In the predominantly immigrant community of the Vernon-Central area of Los Angeles, we discovered that parents had many questions about their own rights at work as well as their children's rights. In fact, not one parent in our group had heard of Cal-OSHA (the California office of the Occupational Safety and Health Administration). So our peer educators organized a series of community workshops held after school for parents and students. We invited representatives from Cal-OSHA, the Office of Fair Employment and Housing, local unions, and legal aid organizations to speak to the group on topics including safety, child labor laws, workers' compensation, and sexual harassment.

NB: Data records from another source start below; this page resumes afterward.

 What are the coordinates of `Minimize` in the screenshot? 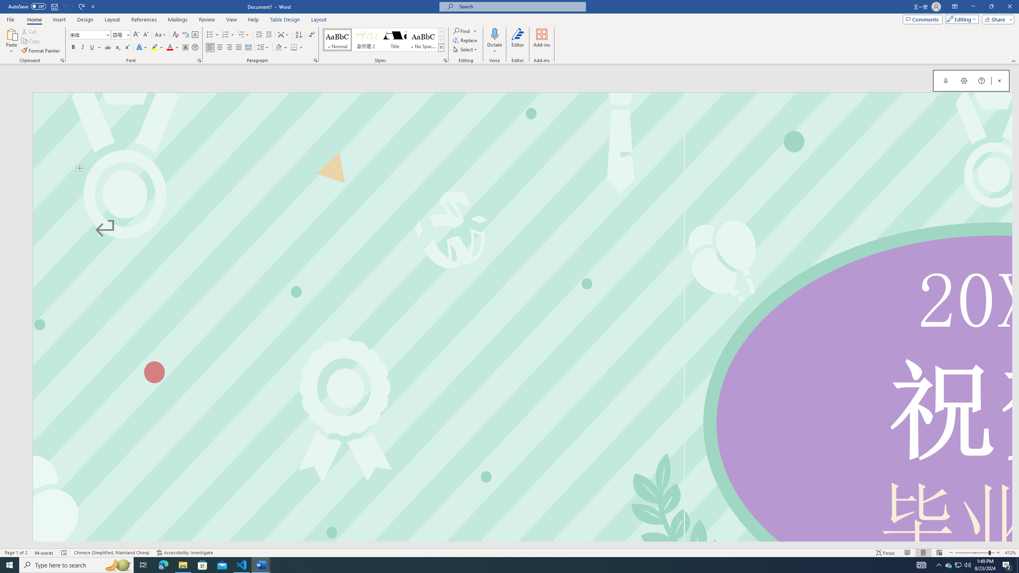 It's located at (973, 7).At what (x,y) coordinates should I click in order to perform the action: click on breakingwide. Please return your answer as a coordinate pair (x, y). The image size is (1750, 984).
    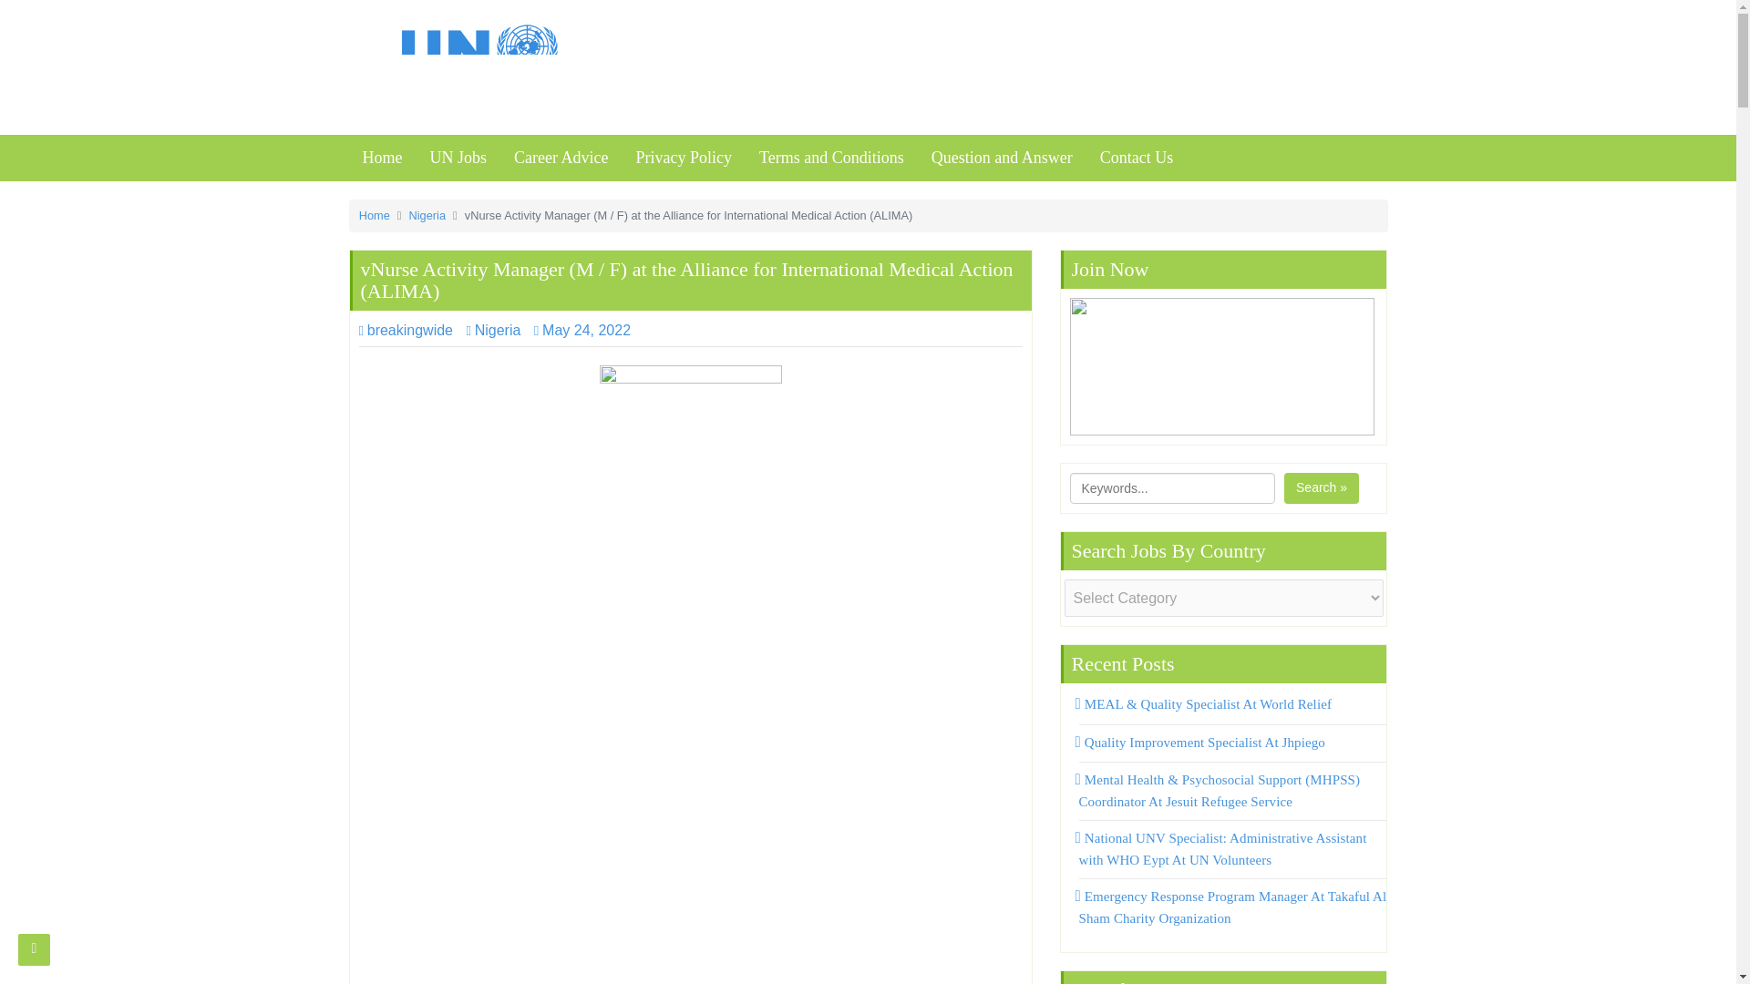
    Looking at the image, I should click on (406, 330).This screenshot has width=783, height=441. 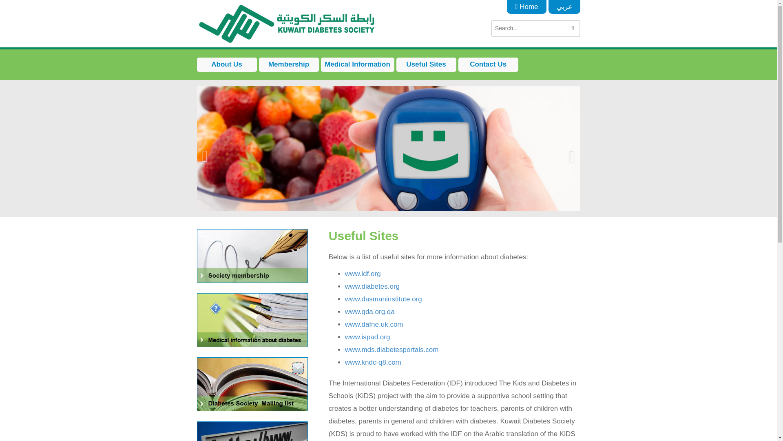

As one parent, Aurora Marquez, explained, "Many people in our community don't know what to do if they suffer an accident or if they're a victim of abuse at work. These workshops are very important so we can obtain information and remove the blinders that cover our eyes." Since then, Marquez has become an advocate for adults and teenagers who face problems at work.

—Linda Delp

PTA meetings provide an opportunity for safety and health workshops

In each of the five largest Oakland high schools, we conducted short workshops for parents during their PTA meetings. We presented situations involving working teens and asked the parents to identify hazards and laws that were being broken and to discuss what the teen should do. We discovered that many parents had never heard of some of the child labor laws, such as restrictions on the types of jobs and hours teens can work. Others were interested in learning more about their own workplace rights. Many realized that they didn't know a lot about what their teens did at work. At the end of one workshop, a parent summed up by saying: "We should ask our kids exactly what they do at work. A lot of times kids don't know what to do about problems at work. They are not problem solvers. That's what we're here for."

—Diane Bush

Distribute posters, brochures, and other materials.

Provide the work permit office with a brochure for parents. Have a booth with information at school events that parents attend. Distribute materials to parent organizations, schools, clinic waiting rooms, health fairs, and other local gatherings.

School distributes materials for parents and students

In Brockton, we worked with the high school to ensure that every student received a packet of information on health and safety and workplace rights and responsibilities. The packets included a letter from our staff, a brochure for parents, a brochure for teens, and a work permit checklist. In addition, we had the parent brochure translated into Spanish, Portuguese, and Haitian Creole, which the school mailed to the non-English speaking parents.